Whoever wishes to meet Jesus must meet him in places where brothers and sisters of Jesus are hungry, thirsty, naked, unwanted, sick or in prison. Whoever keeps himself distant from these places remains distant from Jesus.
– Richard Wurmbrand –
Whoever wishes to meet Jesus must meet him in places where brothers and sisters of Jesus are hungry, thirsty, naked, unwanted, sick or in prison. Whoever keeps himself distant from these places remains distant from Jesus.
– Richard Wurmbrand –
It is now possible to live a “christian life” without doing the things that Jesus commanded us to do. We have hired people to go into all the world, to visit those in prison, to feed the hungry, to clothe the naked, to care for widows and orphans. The average Christian doesn’t have to do it.
– Cal Thomas –
Jesus never says to the poor: “come find the church,” but he says to those of us in the church: “go into the world and find the poor, hungry, homeless, imprisoned.”
– Tony Campolo –
True repentance will entirely change you; the bias of your souls will be changed, then you will delight in God, in Christ, in His law, and in His people.
– George Whitefield –
Pray that the brief remaining time I have in this world may be employed to the best advantage, both for the profit of my own soul and for that of others. More especially may the time spent in company be laid out for Christ, and not lost in the common-places and frivolities of ordinary conversation. May my speech be leavened with religion and yet be adapted to the peculiarities and the needs of every man, so that all offence may, when possible, be shunned, yet many be won to the faith and the following of Jesus.
– Thomas Chalmers –
from Sabbath Scripture Readings
It is impossible to comfort men’s hearts with the love of God when their feet are perishing with cold.
– William Booth –
When Christ formed in us finds free course for all His mind and all His passion; when our eyes are opened to the great purposes of His life in the salvation of the whole world; and when we hear, through Him, the cry of those for whom He was born, and for whom He died, God will pour out on us grace to send us forth—grace sufficient, grace abundant, grace triumphant. Have you come to this? Can you say He is thus dwelling in you, and working in you, to will and to do of His good pleasure?

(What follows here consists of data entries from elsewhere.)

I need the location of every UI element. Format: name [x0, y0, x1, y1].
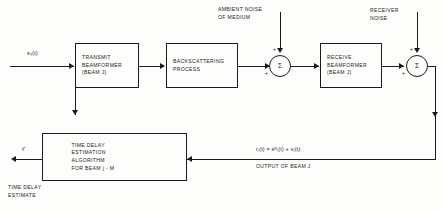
backscattering-line-1: BACKSCATTERING — [173, 58, 237, 66]
block-time-delay-estimation[interactable]: TIME DELAY ESTIMATION ALGORITHM FOR BEAM… — [42, 133, 187, 181]
block-transmit-beamformer[interactable]: TRANSMIT BEAMFORMER (BEAM J) — [75, 43, 139, 88]
input-arrowhead — [69, 63, 74, 69]
receive-beamformer-line-1: RECEIVE — [327, 54, 381, 62]
time-delay-estimate-label-line-1: TIME DELAY — [8, 184, 41, 192]
ambient-noise-label-line-2: OF MEDIUM — [218, 14, 250, 22]
backscatter-input-arrowhead — [160, 63, 165, 69]
receiver-summer-sigma: Σ — [415, 63, 419, 70]
medium-summer-plus-top: + — [273, 47, 276, 52]
feedback-horizontal-arrowhead — [187, 156, 192, 162]
transmit-signal-label: sT(t) — [27, 50, 38, 56]
time-delay-estimate-arrowhead — [11, 156, 16, 162]
receiver-summer-input-arrowhead — [399, 63, 404, 69]
output-of-beam-label: OUTPUT OF BEAM J — [256, 163, 311, 171]
receiver-summer-plus-top: + — [410, 47, 413, 52]
ambient-noise-line — [280, 12, 281, 50]
transmit-beamformer-line-2: BEAMFORMER — [82, 62, 138, 70]
block-backscattering-process[interactable]: BACKSCATTERING PROCESS — [166, 43, 238, 88]
tau-hat-symbol: τ̂ — [17, 146, 29, 152]
tde-line-3: ALGORITHM — [72, 157, 158, 165]
tde-line-2: ESTIMATION — [72, 149, 158, 157]
signal-flow-diagram: sT(t) TRANSMIT BEAMFORMER (BEAM J) BACKS… — [0, 0, 444, 212]
transmit-signal-argument: (t) — [32, 50, 38, 56]
beam-output-equation: rⱼ(t) = sᴿⱼ(t) + vⱼ(t) — [256, 146, 300, 152]
ambient-noise-arrowhead — [277, 48, 283, 53]
transmit-beamformer-line-1: TRANSMIT — [82, 54, 138, 62]
tde-line-4: FOR BEAM j - M — [72, 165, 158, 173]
receiver-summer-plus-left: + — [402, 71, 405, 76]
reference-tap-vertical-line — [75, 66, 76, 115]
receive-beamformer-line-2: BEAMFORMER — [327, 62, 381, 70]
reference-tap-arrowhead — [72, 110, 78, 115]
summing-junction-medium[interactable]: Σ — [269, 55, 291, 77]
time-delay-estimate-label-line-2: ESTIMATE — [8, 192, 36, 200]
time-delay-estimate-line — [14, 159, 42, 160]
medium-summer-plus-left: + — [265, 71, 268, 76]
receiver-noise-label-line-2: NOISE — [370, 15, 388, 23]
tde-line-1: TIME DELAY — [72, 142, 158, 150]
block-receive-beamformer[interactable]: RECEIVE BEAMFORMER (BEAM J) — [320, 43, 382, 88]
input-line — [10, 66, 74, 67]
medium-summer-sigma: Σ — [278, 63, 282, 70]
transmit-beamformer-line-3: (BEAM J) — [82, 69, 138, 77]
receive-bf-input-arrowhead — [314, 63, 319, 69]
feedback-line-horizontal — [187, 159, 436, 160]
receiver-noise-arrowhead — [414, 48, 420, 53]
summing-junction-receiver[interactable]: Σ — [406, 55, 428, 77]
receiver-noise-label-line-1: RECEIVER — [370, 7, 399, 15]
receive-beamformer-line-3: (BEAM J) — [327, 69, 381, 77]
backscattering-line-2: PROCESS — [173, 66, 237, 74]
transmit-signal-subscript: T — [30, 53, 32, 57]
feedback-vertical-arrowhead — [432, 112, 438, 117]
receiver-noise-line — [417, 12, 418, 50]
ambient-noise-label-line-1: AMBIENT NOISE — [218, 6, 262, 14]
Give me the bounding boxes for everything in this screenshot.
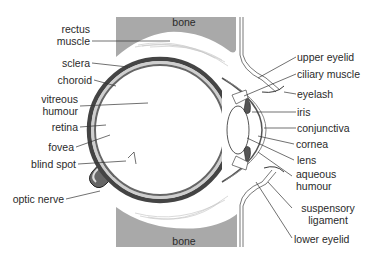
label-blind-spot: blind spot: [4, 158, 76, 170]
label-conjunctiva: conjunctiva: [297, 122, 350, 134]
label-aqueous-line1: aqueous: [296, 168, 336, 180]
label-vitreous-line1: vitreous: [10, 93, 78, 105]
eye-diagram: bone bone rectus muscle sclera choroid v…: [0, 0, 379, 260]
eyelash-lower: [264, 167, 284, 172]
label-rectus-muscle-line2: muscle: [20, 35, 90, 47]
bone-label-bottom: bone: [166, 235, 202, 247]
label-iris: iris: [297, 106, 310, 118]
label-rectus-muscle-line1: rectus: [20, 23, 90, 35]
label-upper-eyelid: upper eyelid: [297, 51, 354, 63]
label-suspensory-ligament: suspensory ligament: [292, 202, 364, 226]
label-choroid: choroid: [20, 74, 92, 86]
label-aqueous-humour: aqueous humour: [296, 168, 336, 192]
label-vitreous-line2: humour: [10, 105, 78, 117]
bone-label-top: bone: [166, 16, 202, 28]
retina-layer: [95, 65, 225, 195]
label-lower-eyelid: lower eyelid: [294, 233, 349, 245]
label-rectus-muscle: rectus muscle: [20, 23, 90, 47]
label-eyelash: eyelash: [297, 88, 333, 100]
label-suspensory-line2: ligament: [292, 214, 364, 226]
label-fovea: fovea: [10, 141, 74, 153]
label-aqueous-line2: humour: [296, 180, 336, 192]
label-optic-nerve: optic nerve: [0, 193, 64, 205]
label-lens: lens: [297, 154, 316, 166]
label-sclera: sclera: [20, 57, 90, 69]
label-retina: retina: [10, 121, 78, 133]
label-vitreous-humour: vitreous humour: [10, 93, 78, 117]
label-ciliary-muscle: ciliary muscle: [297, 68, 360, 80]
label-cornea: cornea: [296, 138, 328, 150]
label-suspensory-line1: suspensory: [292, 202, 364, 214]
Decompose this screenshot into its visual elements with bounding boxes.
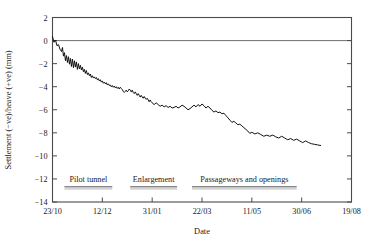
x-tick-label: 11/05 [243,207,261,216]
y-tick-label: −6 [39,106,48,115]
y-axis-title: Settlement (−ve)/heave (+ve) (mm) [4,50,13,169]
y-axis-tick-labels: 20−2−4−6−8−10−12−14 [35,14,48,208]
x-tick-label: 12/12 [93,207,112,216]
x-axis-title: Date [194,227,210,236]
y-tick-label: −4 [39,83,48,92]
x-tick-label: 19/08 [342,207,361,216]
y-tick-label: −12 [35,175,48,184]
y-tick-label: 2 [43,14,47,23]
phase-annotations: Pilot tunnelEnlargementPassageways and o… [64,175,296,189]
x-axis-tick-labels: 23/1012/1231/0122/0311/0530/0619/08 [43,207,361,216]
y-tick-label: −8 [39,129,48,138]
x-tick-label: 30/06 [292,207,311,216]
y-tick-label: −14 [35,198,48,207]
y-tick-label: −2 [39,60,48,69]
settlement-data-line [53,37,321,146]
y-tick-label: −10 [35,152,48,161]
y-tick-label: 0 [43,37,47,46]
x-tick-label: 22/03 [193,207,212,216]
settlement-line-chart: 20−2−4−6−8−10−12−14 23/1012/1231/0122/03… [0,0,368,242]
annotation-label-enlargement: Enlargement [133,175,175,184]
annotation-label-pilot-tunnel: Pilot tunnel [69,175,108,184]
settlement-series [53,37,321,146]
svg-text:Settlement (−ve)/heave (+ve) (: Settlement (−ve)/heave (+ve) (mm) [4,50,13,169]
x-tick-label: 23/10 [43,207,62,216]
chart-figure: 20−2−4−6−8−10−12−14 23/1012/1231/0122/03… [0,0,368,242]
annotation-label-passageways-and-openings: Passageways and openings [200,175,288,184]
x-axis-ticks [53,198,352,203]
x-tick-label: 31/01 [143,207,162,216]
svg-text:Date: Date [194,227,210,236]
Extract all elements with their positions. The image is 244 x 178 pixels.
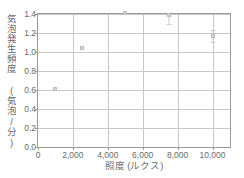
chart-figure: 気泡発生頻度 (気泡/分) 0.00.20.40.60.81.01.21.402… xyxy=(0,0,244,178)
x-tick-label: 10,000 xyxy=(200,151,226,160)
y-tick-label: 0.0 xyxy=(2,143,36,152)
gridline-horizontal xyxy=(38,90,230,91)
data-point xyxy=(53,87,57,91)
y-tick-label: 1.4 xyxy=(2,10,36,19)
gridline-horizontal xyxy=(38,71,230,72)
x-tick-label: 0 xyxy=(36,151,41,160)
x-tick-label: 2,000 xyxy=(62,151,83,160)
data-point xyxy=(167,13,171,17)
plot-area: 0.00.20.40.60.81.01.21.402,0004,0006,000… xyxy=(37,13,231,148)
x-axis-title: 照度 (ルクス) xyxy=(37,160,231,172)
x-tick-label: 6,000 xyxy=(132,151,153,160)
x-tick-label: 8,000 xyxy=(167,151,188,160)
data-point xyxy=(123,11,127,15)
chart-title xyxy=(0,0,244,3)
gridline-vertical xyxy=(143,14,144,147)
y-tick-label: 1.0 xyxy=(2,48,36,57)
y-tick-label: 0.6 xyxy=(2,86,36,95)
data-point xyxy=(80,46,84,50)
gridline-horizontal xyxy=(38,14,230,15)
gridline-horizontal xyxy=(38,109,230,110)
gridline-vertical xyxy=(178,14,179,147)
x-tick-label: 4,000 xyxy=(97,151,118,160)
error-bar-cap xyxy=(166,24,171,25)
gridline-horizontal xyxy=(38,33,230,34)
gridline-horizontal xyxy=(38,128,230,129)
y-tick-label: 1.2 xyxy=(2,29,36,38)
gridline-horizontal xyxy=(38,52,230,53)
y-tick-label: 0.8 xyxy=(2,67,36,76)
data-point xyxy=(211,34,215,38)
error-bar-cap xyxy=(210,42,215,43)
y-tick-label: 0.4 xyxy=(2,105,36,114)
gridline-vertical xyxy=(73,14,74,147)
gridline-vertical xyxy=(108,14,109,147)
error-bar-cap xyxy=(210,30,215,31)
y-tick-label: 0.2 xyxy=(2,124,36,133)
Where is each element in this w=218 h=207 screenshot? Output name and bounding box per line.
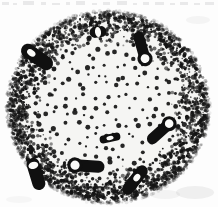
scanned-figure: Black and white stippled drawing of a ci… (0, 0, 218, 207)
stem-cross-section-image (0, 0, 218, 207)
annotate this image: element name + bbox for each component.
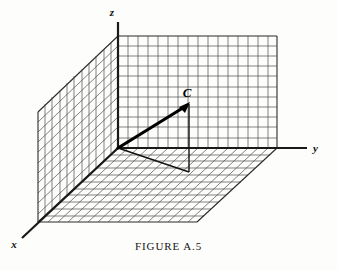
vector-c-label: C — [183, 85, 192, 100]
floor-projection-line — [118, 148, 189, 172]
axes-group — [22, 22, 307, 238]
x-axis — [22, 148, 118, 238]
back-wall-horizontal-gridlines — [118, 36, 277, 138]
y-axis-label: y — [311, 142, 318, 154]
coordinate-system-diagram: z y x C — [0, 0, 337, 270]
z-axis-label: z — [109, 6, 115, 18]
back-wall-plane — [118, 36, 277, 148]
vector-c-group — [118, 102, 190, 148]
figure-caption: FIGURE A.5 — [0, 240, 337, 252]
figure-container: z y x C FIGURE A.5 — [0, 0, 337, 270]
back-wall-vertical-gridlines — [118, 36, 277, 148]
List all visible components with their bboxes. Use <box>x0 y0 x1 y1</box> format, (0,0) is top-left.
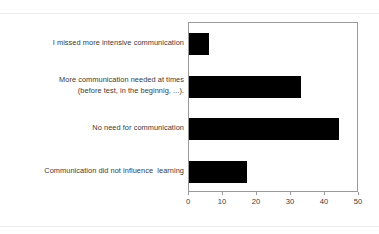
x-axis-tick-mark <box>188 192 189 195</box>
bar <box>189 161 247 183</box>
category-label-line: I missed more intensive communication <box>53 38 184 47</box>
x-axis-tick-label: 20 <box>244 197 268 207</box>
x-axis-tick-label: 50 <box>346 197 370 207</box>
x-axis-tick-mark <box>222 192 223 195</box>
category-label: More communication needed at times(befor… <box>8 75 184 96</box>
category-label: I missed more intensive communication <box>8 38 184 49</box>
category-label-line: No need for communication <box>92 123 184 132</box>
category-label-line: More communication needed at times <box>59 75 184 84</box>
plot-frame <box>188 22 358 192</box>
x-axis: 01020304050 <box>188 192 358 212</box>
x-axis-tick-label: 10 <box>210 197 234 207</box>
bar <box>189 33 209 55</box>
scan-artifact-line-top <box>0 13 379 14</box>
scan-artifact-line-bottom <box>0 226 379 227</box>
category-label-column: I missed more intensive communicationMor… <box>8 22 184 192</box>
x-axis-tick-label: 40 <box>312 197 336 207</box>
category-label-line: (before test, in the beginnig, ...). <box>8 86 184 97</box>
bar-chart-figure: I missed more intensive communicationMor… <box>0 0 379 234</box>
x-axis-tick-mark <box>324 192 325 195</box>
x-axis-tick-mark <box>358 192 359 195</box>
category-label: No need for communication <box>8 123 184 134</box>
x-axis-tick-label: 0 <box>176 197 200 207</box>
x-axis-tick-mark <box>290 192 291 195</box>
category-label-line: Communication did not influence learning <box>44 166 184 175</box>
bar <box>189 76 301 98</box>
category-label: Communication did not influence learning <box>8 166 184 177</box>
x-axis-tick-label: 30 <box>278 197 302 207</box>
x-axis-tick-mark <box>256 192 257 195</box>
plot-area <box>189 23 357 191</box>
bar <box>189 118 339 140</box>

Do not turn away with the paralyzing fear that it cannot be; that the life of Jesus can never be lived out again in flesh and blood. Remember, He is “the same yesterday, and today, and forever.” All He was in Bethlehem, to Mary and Joseph; all He was to His work-mates in Nazareth; all He was in the wilderness, fighting with fiends, in the deserts feeding the hungry, or among the multitude—healing the sick, blessing the little children, casting out devils, and preaching the Kingdom; all He was in Bethany, weeping over Lazarus, and crying, “Lazarus, come forth”; in the garden of His agony, in the darkness of His cross, in the hour of His Resurrection, all this—all-all-all—He is today. He belongs to the everlasting Now. All He was to the martyrs who died for His Name, all He has been to our fathers, He is to us, and will be to our children, for with Him is no variableness nor shadow of turning. Yes! This unchanging Christ “is in us, except we be reprobate,” the Life and Image of God, and the Hope of Glory.
– Bramwell Booth –
from Our Master
The church’s concern for and identification with the poor are sure signs of its faithfulness to the Kingdom and are often signs of fundamental renewal.
– Howard A. Synder –
It is now possible to live a “christian life” without doing the things that Jesus commanded us to do. “We have hired people to go into all the world, to visit those in prison, to feed the hungry, to clothe the naked, to care for widows and orphans. The average Christian doesn’t have to do it.